Howard Hawks’s screwball classic looks and sounds sharper than ever thanks to this magnificent release.
Hawks’s thrilling, conflicted, and viscerally charged film gets a stellar assortment of extras from Viva Vision’s Imprint label.
This is a gorgeous, well-contextualized restoration of one of the greatest and most mercenary of all American comedies.
Hawks’s western arrives in a handsome dual-format package from Criterion including the long-unavailable theatrical cut of the film.
That multitude, with regard to films, is rather restricted to a specific kind of cinephilia, primarily an overt emphasis on Classical Hollywood.
Perhaps the weakest points of the book are in some of Meeuf’s prose, particularly when discussing masculinity.
Barry Forshaw has made a career out of studying the dames, pistols, machismo, and glistening city streets that define crime fiction.
The most creative periods for the movies seem to occur about every 30 years, usually triggered by the advent of some new technology.
How many readers have heard of Atlântida Cinematográfica?

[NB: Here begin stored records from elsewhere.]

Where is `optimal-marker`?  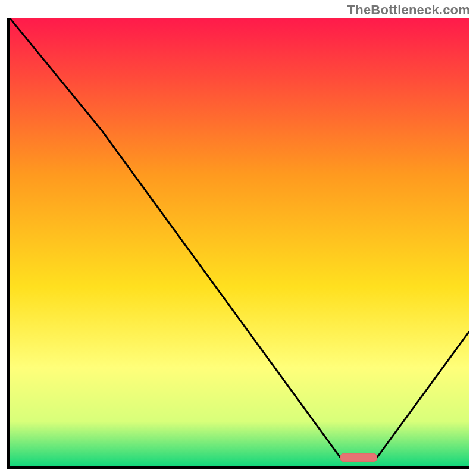 optimal-marker is located at coordinates (359, 458).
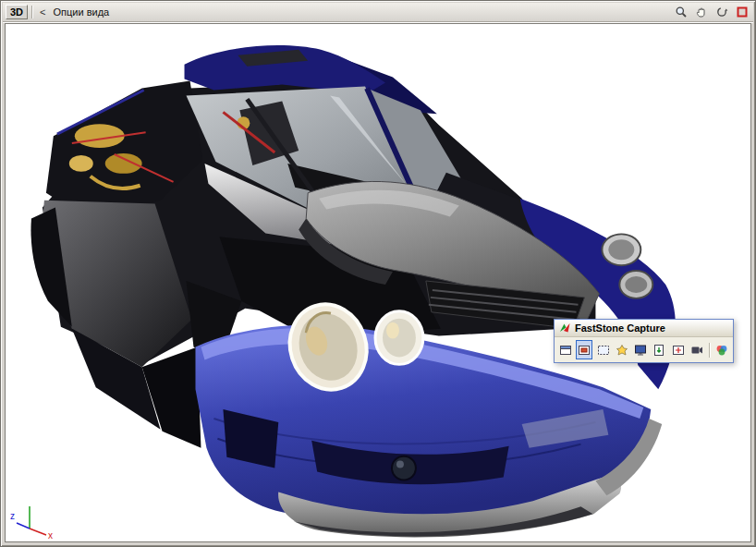  I want to click on faststone-separator, so click(710, 350).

The 60 shorts and features in this year’s Migrating Forms festival are not, in any ordinary sense, train movies.
It was good to get out of my element and visit a world I never even knew existed.
Other movies may have done talk this well, but I’ve never seen one do it better.
All invasion stories are allegorical, which makes this pair of movies a perfect vehicle to debut this series of essays.
Though the film may be a celebration of the 1950s consumerist status quo, Howard Hawks subverts conventional social mores.
Viewership is by nature bisexual.
Some of Hawks’s early films don’t have his distinctly dry personality, but Red Line is a helplessly personal movie about…impotence?
Although the plot and star have been recycled, El Dorado is still a gold standard of the western genre.
Perhaps no director is quite as under-the-radar termitic as Howard Hawks.
A disappointing set. If you want real camp, look to other volumes in the series.
You’d have to go to Barbara Billingsley for another jive session this enjoyable.